The introduction of numbers as coordinates is an act of violence.

—Hermann Weyl, Philosophy of Mathematics and Natural Science.

The purpose of computing is insight, not numbers. — Richard Hamming (1962)

“Manifolds are a bit like pornography: hard to define, but you know one when you see one.” -S. Weinberger

For general continuous curves, it’s not that a simple proof [of the Jordan curve theorem] is not possible, it’s that it’s not desirable. The true content of the result is homology theory, which proves the separation result in n dimensions. There are special proofs in 2D that are simpler, but every such proof that I have seen feels like a one-night stand.

Only Dirichlet, Not I, not Cauchy, not Gauss, knows what a perfectly rigourous proof is, but we learn it only from him. When Gauss says he has proved something, I think it is very likely; when Cauchy says it, it is a fifty-fifty bet; when Dirichlet says it, it is certain; I prefer not to go into these delicate matters. C. G. J. Jacobi, writing to von Humboldt, in 1846.

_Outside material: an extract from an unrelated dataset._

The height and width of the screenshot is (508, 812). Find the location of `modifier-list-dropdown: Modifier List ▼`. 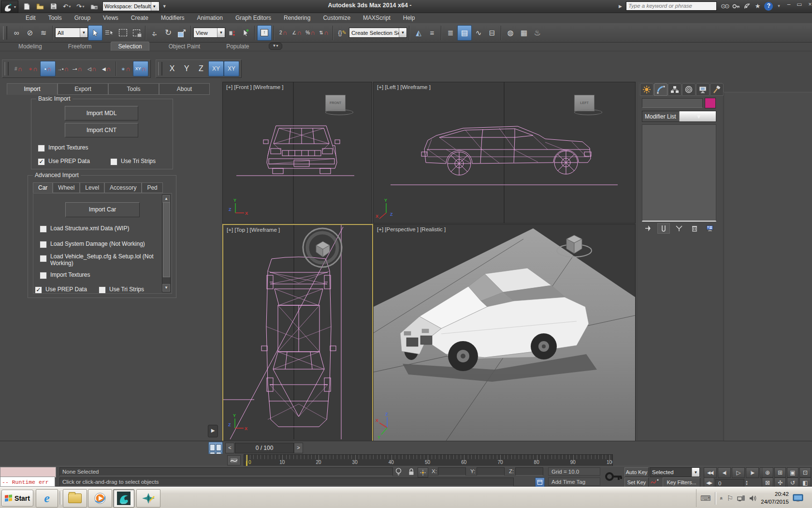

modifier-list-dropdown: Modifier List ▼ is located at coordinates (679, 116).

“Having thus refreshed ourselves in the oasis of a proof, we now turn again into the desert of definitions.”

  • Th. Bröcker & K. Jänich, Introduction to differential topology (p.25)

“You don’t have to believe in God, but you should believe in The Book.” — Paul Erdős. describing the Book held by the God that contains the most beautiful proofs to all the theorems

“A good stock of examples, as large as possible, is indispensable for a thorough understanding of any concept, and when I want to learn something new, I make it my first job to build one.” - Paul Halmos

“Don’t just read it; fight it! Ask your own questions, look for your own examples, discover your own proofs. Is the hypothesis necessary? Is the converse true? What happens in the classical special case? What about the degenerate cases? Where does the proof use the hypothesis?” - Paul Halmos

“Keep in mind that there are millions of theorems but only thousands of proofs, hundreds of proof blocks, and dozens of ideas. Unfortunately, no one has figured out how to transfer the ideas directly yet, so you have to extract them from complicated arguments by yourself.” - Fedja Nazarov

“Each day learn something new, and just as important, relearn something old.” - Robert Brault

“An expert is a man who has made all the mistakes that can be made, in a very narrow field.” - Niels Bohr

“If you want to build a ship, don’t drum up people together to collect wood and don’t assign them tasks and work, but rather teach them to long for the endless immensity of the sea.” - Antoine de Saint-Exupery

“The mind is not a vessel to be filled but a fire to be kindled.” - Plutarch

“Each problem that I solved became a rule which served afterwards to solve other problems.” - Rene Descartes

“The student of mathematics has to develop a tolerance for ambiguity. Pedantry can be the enemy of insight.” - Gila Hanna

“Geometry is the art of correct reasoning from incorrectly drawn figures.” - Henri Poincaré

“So a bundle of sets over I is“essentially just" a function with codomain I. The two are not of course identical conceptually. To construe a function as a bundle is to offer a new, and provocative, perspective." - Robert Goldblatt

“Perhaps the purpose of categorical algebra is to show that which is trivial is trivially trivial.” - Peter Freyd

“All analysts spend half their time hunting through the literature for inequalities which they want to use and cannot prove.” - G.H. Hardy

In describing the natural understanding we have of factoring, the famous mathematician Paul Erdos would have said, “Every baby knows that any integer greater than one can be factored into a product of primes.” While Erdos often exaggerated what babies know, it is certainly true that most grade school children know it.

“Q: What’s yellow, linear, normed, and complete? A: A Bananach space.”

Being obvious does not imply that it’s true.